Monday, September 30, 2013

Conflict-of-Interest Changes Coming at California Stem Cell Agency

Directors of the $3 billion California stem cell agency meet next week to consider changes in conflict of interest rules for the persons who make virtually all the decisions on the hundreds of applications  for the cash that it hands out for research.

Details of the changes and their justification are not yet publicly available for the meeting in Burlingame, Ca., on Oct. 9. The only information that was posted on the CIRM Web site as of this morning was this brief note from the meeting agenda:
“Request for consent to initiate rule-making to amend conflict of interest regulations for non-ICOC members of the Grants Working Group.”
ICOC is the abbreviation for the stem cell governing board, whose members are required to publicly disclose many of their financial interests.

The changes would affect the out-of-state scientists who score grant applications during closed-door deliberations. The agency's governing board, which has the ultimate legal authority for application approval, has ratified 98 percent of the decisions by the grant working group, according to the agency's own calculations.

The agency does not require the scientists to disclose publicly either their economic or professional interests and has resisted proposals for more transparency for years. The interests of reviewers instead are disclosed privately to a limited number of persons within the agency There does not appear to be a significant effort to audit the disclosures for accuracy.

Questions about the legal necessity for public disclosure of grant reviewers' interests have arisen as far back as 2007, including a recommendation by the state auditor that the agency seek an opinion from the state attorney general on the matter. The auditor said,
 “The FPPC (the state's government ethics agency) believes that members of working groups, who perform duties such as advising the committee on standards and policy or evaluating grant applications and making award recommendations to the committee, may need to be included in the conflict-of-interest code. Specifically, the FPPC believes that, under state regulations, working group members may act as decision makers if they make substantive recommendations that are, over an extended period, regularly approved without significant amendment or modification by the committee. Thus, as decision makers, working group members would need to be subject to the conflict-of-interest code.”
However, the agency said, also  in 2007,
  “The recommendations of the CIRM working groups have never been routinely and/or regularly adopted by the ICOC. Until the time that such a pattern is detected, the question you suggest we raise with the attorney general is entirely hypothetical, and is therefore not appropriate for submission. We will, however, continue to monitor approvals for such a pattern and will reconsider our decision if one emerges."
Because of the closed door nature of the grant application review process, conflict questions rarely surface publicly. Last spring, however, the California Stem Cell Report reported conflict violations involving an internationally reknown scientist-reviewer in a $40 million grant round. The scientist, Lee Hood of Seattle, Wash., is a close friend of one of the applicants, Irv Weissman of Stanford. They also own property together in Montana.
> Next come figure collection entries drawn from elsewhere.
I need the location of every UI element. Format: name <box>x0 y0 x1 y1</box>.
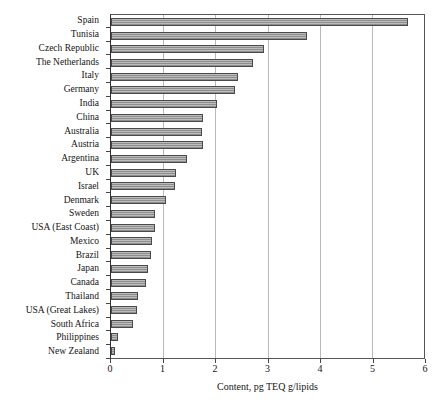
bar-row <box>111 235 424 249</box>
bar <box>111 141 203 149</box>
bar <box>111 251 151 259</box>
x-axis-tick-label: 1 <box>160 364 165 374</box>
category-label: Argentina <box>0 152 104 166</box>
category-label: New Zealand <box>0 345 104 359</box>
bar-row <box>111 180 424 194</box>
category-label: Israel <box>0 180 104 194</box>
bar <box>111 100 217 108</box>
bar-row <box>111 248 424 262</box>
bar-row <box>111 42 424 56</box>
category-axis-labels: SpainTunisiaCzech RepublicThe Netherland… <box>0 14 104 359</box>
category-label: India <box>0 97 104 111</box>
bar-row <box>111 138 424 152</box>
x-axis-tick-label: 3 <box>265 364 270 374</box>
category-label: Australia <box>0 124 104 138</box>
bar-row <box>111 70 424 84</box>
bar <box>111 155 187 163</box>
category-label: China <box>0 111 104 125</box>
bar-row <box>111 29 424 43</box>
bar <box>111 224 155 232</box>
bar <box>111 45 264 53</box>
bar <box>111 306 137 314</box>
category-label: Sweden <box>0 207 104 221</box>
bar <box>111 320 133 328</box>
bar-series <box>111 15 424 358</box>
bar-row <box>111 317 424 331</box>
category-label: Philippines <box>0 331 104 345</box>
category-label: Denmark <box>0 193 104 207</box>
bar-row <box>111 97 424 111</box>
bar <box>111 237 152 245</box>
bar <box>111 114 203 122</box>
bar <box>111 59 253 67</box>
bar-row <box>111 84 424 98</box>
category-label: Japan <box>0 262 104 276</box>
bar <box>111 32 307 40</box>
x-axis-tick-label: 4 <box>318 364 323 374</box>
bar <box>111 196 166 204</box>
bar-row <box>111 221 424 235</box>
category-label: Austria <box>0 138 104 152</box>
bar <box>111 210 155 218</box>
category-label: Canada <box>0 276 104 290</box>
category-label: USA (East Coast) <box>0 221 104 235</box>
bar-row <box>111 207 424 221</box>
x-axis-title: Content, pg TEQ g/lipids <box>110 381 425 392</box>
bar-chart: SpainTunisiaCzech RepublicThe Netherland… <box>0 0 448 416</box>
category-label: South Africa <box>0 318 104 332</box>
bar <box>111 265 148 273</box>
bar-row <box>111 289 424 303</box>
x-axis-tick-labels: 0123456 <box>110 364 425 378</box>
bar <box>111 86 235 94</box>
category-label: Brazil <box>0 249 104 263</box>
category-label: Thailand <box>0 290 104 304</box>
bar-row <box>111 276 424 290</box>
bar-row <box>111 331 424 345</box>
category-label: Italy <box>0 69 104 83</box>
x-axis-tick-label: 0 <box>108 364 113 374</box>
bar-row <box>111 262 424 276</box>
x-axis-tick-label: 6 <box>423 364 428 374</box>
bar-row <box>111 344 424 358</box>
category-label: The Netherlands <box>0 55 104 69</box>
bar-row <box>111 111 424 125</box>
bar-row <box>111 193 424 207</box>
plot-area <box>110 14 425 359</box>
bar-row <box>111 166 424 180</box>
bar <box>111 169 176 177</box>
x-axis-tick-label: 2 <box>213 364 218 374</box>
bar <box>111 18 408 26</box>
bar-row <box>111 303 424 317</box>
category-label: Mexico <box>0 235 104 249</box>
bar-row <box>111 152 424 166</box>
bar-row <box>111 56 424 70</box>
bar <box>111 73 238 81</box>
bar-row <box>111 125 424 139</box>
category-label: UK <box>0 166 104 180</box>
bar <box>111 182 175 190</box>
bar-row <box>111 15 424 29</box>
category-label: Czech Republic <box>0 42 104 56</box>
bar <box>111 333 118 341</box>
bar <box>111 279 146 287</box>
x-axis-tick-label: 5 <box>370 364 375 374</box>
bar <box>111 347 115 355</box>
bar <box>111 128 202 136</box>
category-label: USA (Great Lakes) <box>0 304 104 318</box>
category-label: Germany <box>0 83 104 97</box>
category-label: Tunisia <box>0 28 104 42</box>
bar <box>111 292 138 300</box>
category-label: Spain <box>0 14 104 28</box>
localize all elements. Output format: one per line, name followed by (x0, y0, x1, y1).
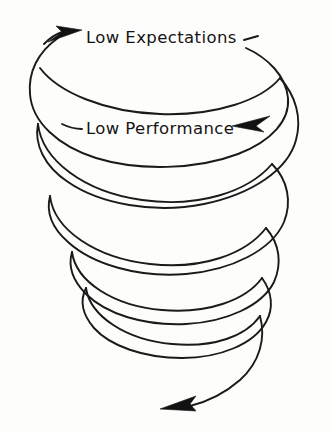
middle-label-leader-dash (62, 124, 82, 129)
spiral-exit-tail (190, 316, 262, 406)
arrowhead-pointing-down-left (160, 396, 196, 411)
middle-label-group: Low Performance (62, 116, 270, 138)
spiral-diagram-canvas: Low Expectations Low Performance (0, 0, 332, 433)
bottom-arrow-group (160, 396, 196, 411)
spiral-coil-1-front (40, 68, 280, 114)
top-label-group: Low Expectations (44, 26, 258, 47)
spiral-coil-3-front (50, 196, 266, 265)
downward-spiral-illustration: Low Expectations Low Performance (0, 0, 332, 433)
spiral-coil-1 (30, 38, 288, 167)
arrowhead-pointing-right (48, 26, 82, 42)
label-low-expectations: Low Expectations (86, 28, 237, 47)
arrowhead-pointing-left (232, 116, 270, 132)
label-low-performance: Low Performance (86, 119, 234, 138)
spiral-coils (30, 38, 299, 406)
spiral-coil-5 (83, 278, 271, 358)
top-label-tail-dash (244, 36, 258, 40)
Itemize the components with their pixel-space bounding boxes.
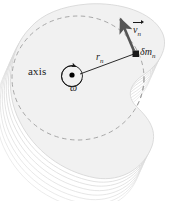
axis-label: axis <box>28 66 47 77</box>
figure-canvas <box>0 0 186 201</box>
mass-element-marker <box>133 51 140 58</box>
mass-element-label: δmn <box>140 47 155 60</box>
velocity-subscript: n <box>137 30 141 38</box>
velocity-vector-bar-arrowhead <box>141 20 144 24</box>
radius-label: rn <box>96 52 103 65</box>
axis-center-dot <box>69 72 74 77</box>
mass-element-subscript: n <box>152 52 156 60</box>
velocity-label: vn <box>133 25 141 38</box>
omega-label: ω <box>70 83 77 93</box>
physics-figure-rotating-body: axis ω rn vn δmn <box>0 0 186 201</box>
body-top-face <box>10 4 164 179</box>
radius-subscript: n <box>100 57 104 65</box>
mass-element-symbol: δm <box>140 46 152 57</box>
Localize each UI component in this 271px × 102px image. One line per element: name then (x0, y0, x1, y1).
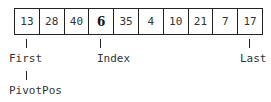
array-cell-1: 28 (40, 9, 65, 34)
array-diagram: 13 28 40 6 35 4 10 21 7 17 (14, 8, 263, 35)
array-cell-5: 4 (139, 9, 164, 34)
last-label: Last (240, 52, 267, 65)
first-label: First (9, 52, 42, 65)
array-cell-0: 13 (15, 9, 40, 34)
pivotpos-label: PivotPos (9, 84, 62, 97)
pivotpos-pointer-line (26, 71, 27, 80)
array-cell-2: 40 (65, 9, 90, 34)
last-pointer-line (249, 39, 250, 48)
array-cell-9: 17 (238, 9, 263, 34)
index-pointer-line (100, 39, 101, 48)
array-cell-8: 7 (213, 9, 238, 34)
array-cell-4: 35 (114, 9, 139, 34)
index-label: Index (97, 52, 130, 65)
first-pointer-line (26, 39, 27, 48)
array-cell-7: 21 (189, 9, 214, 34)
array-cell-3: 6 (89, 9, 114, 34)
array-cell-6: 10 (164, 9, 189, 34)
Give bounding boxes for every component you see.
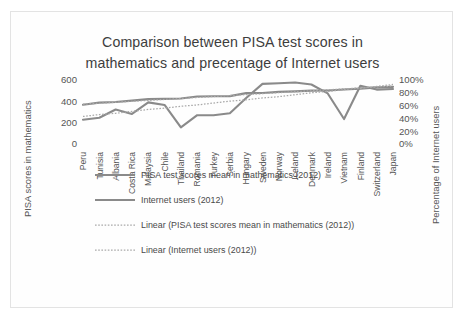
- x-axis-category-label: Peru: [78, 152, 88, 170]
- left-axis-title: PISA scores in mathematics: [22, 100, 33, 217]
- right-axis-tick: 40%: [399, 113, 419, 124]
- right-axis-title: Percentage of Internet users: [430, 105, 441, 224]
- series-line-data: [83, 87, 393, 105]
- x-axis-category-label: Denmark: [307, 151, 317, 187]
- left-axis-tick-labels: 6004002000: [61, 74, 77, 149]
- x-axis-category-label: Chile: [160, 152, 170, 172]
- right-axis-tick: 80%: [399, 87, 419, 98]
- legend-label: Linear (Internet users (2012)): [141, 245, 256, 255]
- left-axis-tick: 600: [61, 74, 77, 85]
- right-axis-tick: 60%: [399, 100, 419, 111]
- right-axis-tick: 100%: [399, 74, 424, 85]
- comparison-line-chart: Comparison between PISA test scores in m…: [11, 12, 454, 309]
- left-axis-tick: 200: [61, 117, 77, 128]
- legend-label: Internet users (2012): [141, 195, 223, 205]
- right-axis-tick-labels: 100%80%60%40%20%0%: [399, 74, 424, 149]
- left-axis-tick: 400: [61, 96, 77, 107]
- x-axis-category-label: Vietnam: [339, 152, 349, 183]
- x-axis-category-label: Romania: [192, 152, 202, 187]
- left-axis-tick: 0: [72, 138, 77, 149]
- x-axis-category-label: Finland: [356, 152, 366, 180]
- chart-series-group: [83, 83, 393, 128]
- x-axis-category-label: Switzerland: [372, 152, 382, 197]
- x-axis-category-label: Ireland: [323, 152, 333, 178]
- chart-card: Comparison between PISA test scores in m…: [10, 11, 453, 308]
- x-axis-category-label: Japan: [388, 152, 398, 176]
- chart-title-line-1: Comparison between PISA test scores in: [102, 34, 363, 50]
- x-axis-category-label: Malaysia: [143, 152, 153, 186]
- legend-label: Linear (PISA test scores mean in mathema…: [141, 220, 354, 230]
- right-axis-tick: 20%: [399, 126, 419, 137]
- legend-label: PISA test scores mean in mathematics (20…: [141, 170, 321, 180]
- right-axis-tick: 0%: [399, 138, 413, 149]
- chart-title-line-2: mathematics and precentage of Internet u…: [86, 55, 380, 71]
- chart-title: Comparison between PISA test scores in m…: [86, 34, 380, 71]
- x-axis-category-label: Albania: [111, 152, 121, 181]
- x-axis-category-label: Costa Rica: [127, 152, 137, 194]
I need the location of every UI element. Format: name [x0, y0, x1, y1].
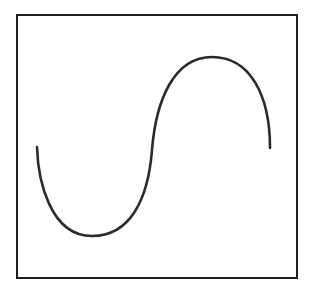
diagram-canvas	[0, 0, 310, 293]
sine-wave-curve-layer	[0, 0, 310, 293]
sine-wave-curve	[37, 57, 270, 236]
As we reported at the time,
“The conflict was not discovered by the agency during the review. It was raised by another reviewer at the end of the review, which, for the first time in CIRM history, failed to conclude with a decision supporting any of the proposals. Reviewers' comments have been sent back to applicants with another review scheduled for November. The agency said Hood will not take part in that session.”
Hood was recruited as a reviewer by CIRM President Alan Trounson, who has been a guest of Weissman at the Hood-Weissman ranch.